Scottish Episcopalians are generally pretty chuffed to have a proper epiclesis in the Eucharistic anaphora. By ‘proper’, of course, we mean that it makes it clear that the transformation of the bread and wine into the Body and Blood of Christ is the work of the Spirit, that the Spirit is also invoked upon the people and that the prayer of invocation is placed after the anamnesis and oblation rather than before the words of institution as in most Western rites. This means that the implied theology of our Eucharistic rites is closer to Orthodox than Western Catholic emphases, though I don’t think the gulf is as wide as we might imagine post-liturgical movement.
What is distinctive, though, is that our more recent Liturgy (1982) does not necessarily see the work of the Spirit upon those for whom he is invoked as being dependent on the reception of the consecrated elements in the way that our earlier liturgies may have implied. At the very least, these earlier forms focussed on the effects of God’s Spirit on those who receive. In the ’82 rite, the Spirit ‘kindles us’ with the fire of God’s love and ‘renews us’ for the service of God’s Kingdom because we have prayed for that Spirit to descend upon us and because God is faithful in granting such a prayer. However, this insight is not new and I’m grateful for the insights of Lev Gillet in respect of the Orthodox liturgy, where he insists that God can give spiritual gifts to those who never receive the sacramental signs (Orthodox Spirituality, London 1945). The Eucharist is not magic, conjouring up the presence of Christ through a set incantation, but an expression in time and in a particular place of what cannot be contained by time or space. The Eucharist is a door through which we pass into the cosmic work of renewal that is the outpouring of the Father’s love through the working of the Spirit, who makes Christ present to us.
To have the invocation of the Spirit at the heart of our paradigmatic Christian prayer is to recognise the universal nature of what we see in the death and resurrection of Christ. The whole world is reconciled to God in the paschal mystery, not just the lives of believers. Nonetheless, this work of renewal does concern us in our own particularity – it’s not just ‘out there’. Indeed, our point of contact with this universal mystery is the renewal of our own lives through the working of that same Spirit. I suspect there are many ways in which the particular and the universal connect. Among them, surely, is the necessity for inner transformation before any true and lasting change can happen at a communal level. But the activity of God’s life-giving Spirit cannot be limited by the extent to which we are individually transformed. That’s why we don’t just pray for ourselves. Life in the Spirit is a matter of ‘joining in’ with what the life-giving God is doing.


Exercise directions:
Report how many lines in the following entries contain "icon". Nothing else should be given.

Excerpted data:
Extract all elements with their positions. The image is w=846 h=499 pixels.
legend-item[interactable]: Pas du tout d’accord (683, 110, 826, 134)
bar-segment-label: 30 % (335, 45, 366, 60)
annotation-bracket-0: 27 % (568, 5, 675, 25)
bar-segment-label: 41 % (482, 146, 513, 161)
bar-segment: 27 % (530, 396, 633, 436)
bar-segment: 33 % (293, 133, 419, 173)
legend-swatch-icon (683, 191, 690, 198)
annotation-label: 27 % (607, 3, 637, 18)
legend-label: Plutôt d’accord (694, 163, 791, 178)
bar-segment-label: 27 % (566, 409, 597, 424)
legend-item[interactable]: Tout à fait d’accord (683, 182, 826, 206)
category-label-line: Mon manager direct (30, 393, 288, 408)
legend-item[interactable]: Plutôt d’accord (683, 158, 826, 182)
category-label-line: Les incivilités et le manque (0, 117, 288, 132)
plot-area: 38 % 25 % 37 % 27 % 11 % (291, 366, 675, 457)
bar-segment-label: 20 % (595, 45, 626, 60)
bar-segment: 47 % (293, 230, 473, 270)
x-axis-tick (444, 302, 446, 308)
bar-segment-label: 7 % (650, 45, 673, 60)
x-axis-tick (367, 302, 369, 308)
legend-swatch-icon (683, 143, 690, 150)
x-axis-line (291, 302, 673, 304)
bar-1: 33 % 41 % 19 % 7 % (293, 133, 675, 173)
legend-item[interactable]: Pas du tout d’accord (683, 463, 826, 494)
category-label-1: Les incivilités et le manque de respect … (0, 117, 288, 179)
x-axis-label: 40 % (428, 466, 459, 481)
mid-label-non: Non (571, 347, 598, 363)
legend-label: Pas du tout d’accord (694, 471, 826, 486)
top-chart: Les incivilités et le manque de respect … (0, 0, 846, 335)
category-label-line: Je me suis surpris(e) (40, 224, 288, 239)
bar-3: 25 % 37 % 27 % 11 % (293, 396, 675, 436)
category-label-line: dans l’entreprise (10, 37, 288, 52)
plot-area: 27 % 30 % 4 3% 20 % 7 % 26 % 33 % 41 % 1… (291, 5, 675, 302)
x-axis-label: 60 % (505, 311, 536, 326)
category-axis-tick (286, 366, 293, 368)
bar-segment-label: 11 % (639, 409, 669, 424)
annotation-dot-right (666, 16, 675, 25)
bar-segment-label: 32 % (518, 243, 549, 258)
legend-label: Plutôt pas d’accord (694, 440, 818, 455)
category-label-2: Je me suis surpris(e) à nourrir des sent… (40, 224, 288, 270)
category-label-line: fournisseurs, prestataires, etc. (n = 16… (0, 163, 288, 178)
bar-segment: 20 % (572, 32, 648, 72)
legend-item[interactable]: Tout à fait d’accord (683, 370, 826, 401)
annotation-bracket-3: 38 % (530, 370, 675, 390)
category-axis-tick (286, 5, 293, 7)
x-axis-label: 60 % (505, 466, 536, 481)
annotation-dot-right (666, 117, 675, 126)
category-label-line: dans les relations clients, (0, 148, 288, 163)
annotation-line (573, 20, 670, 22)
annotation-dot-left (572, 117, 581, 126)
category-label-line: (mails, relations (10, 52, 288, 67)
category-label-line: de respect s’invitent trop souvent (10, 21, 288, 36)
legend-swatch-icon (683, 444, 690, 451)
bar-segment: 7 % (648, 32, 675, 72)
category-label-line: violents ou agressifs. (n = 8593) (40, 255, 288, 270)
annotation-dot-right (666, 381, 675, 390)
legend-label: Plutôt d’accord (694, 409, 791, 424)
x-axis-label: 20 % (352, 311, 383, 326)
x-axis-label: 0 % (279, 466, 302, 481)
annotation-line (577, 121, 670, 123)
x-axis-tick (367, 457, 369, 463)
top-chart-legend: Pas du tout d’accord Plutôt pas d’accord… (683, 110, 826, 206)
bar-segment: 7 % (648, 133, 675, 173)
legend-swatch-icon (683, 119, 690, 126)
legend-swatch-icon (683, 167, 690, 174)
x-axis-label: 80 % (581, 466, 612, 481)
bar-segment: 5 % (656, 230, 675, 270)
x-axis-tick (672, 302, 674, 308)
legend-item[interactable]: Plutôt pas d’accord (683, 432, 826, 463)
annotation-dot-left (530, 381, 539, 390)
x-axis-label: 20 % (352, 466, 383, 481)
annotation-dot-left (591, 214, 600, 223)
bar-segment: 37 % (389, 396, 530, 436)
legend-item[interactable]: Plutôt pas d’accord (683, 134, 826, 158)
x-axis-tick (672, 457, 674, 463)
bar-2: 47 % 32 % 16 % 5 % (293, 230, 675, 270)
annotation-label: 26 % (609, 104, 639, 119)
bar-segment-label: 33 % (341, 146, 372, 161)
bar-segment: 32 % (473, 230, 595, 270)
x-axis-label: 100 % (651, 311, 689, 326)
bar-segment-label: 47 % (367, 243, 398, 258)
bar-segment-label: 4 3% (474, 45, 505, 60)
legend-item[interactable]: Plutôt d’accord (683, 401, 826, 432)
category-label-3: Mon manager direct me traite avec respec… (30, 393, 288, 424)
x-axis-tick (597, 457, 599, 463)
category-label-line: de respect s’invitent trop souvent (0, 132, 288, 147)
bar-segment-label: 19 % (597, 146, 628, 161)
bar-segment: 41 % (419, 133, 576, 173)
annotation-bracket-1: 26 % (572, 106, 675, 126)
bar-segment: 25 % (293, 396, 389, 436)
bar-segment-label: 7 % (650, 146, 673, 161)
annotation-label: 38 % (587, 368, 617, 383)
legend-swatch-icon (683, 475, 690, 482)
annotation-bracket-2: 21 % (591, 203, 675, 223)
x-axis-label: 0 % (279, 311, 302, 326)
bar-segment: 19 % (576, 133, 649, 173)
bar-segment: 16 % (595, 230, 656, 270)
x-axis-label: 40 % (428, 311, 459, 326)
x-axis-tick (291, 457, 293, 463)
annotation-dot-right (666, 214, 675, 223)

Response to the task:
6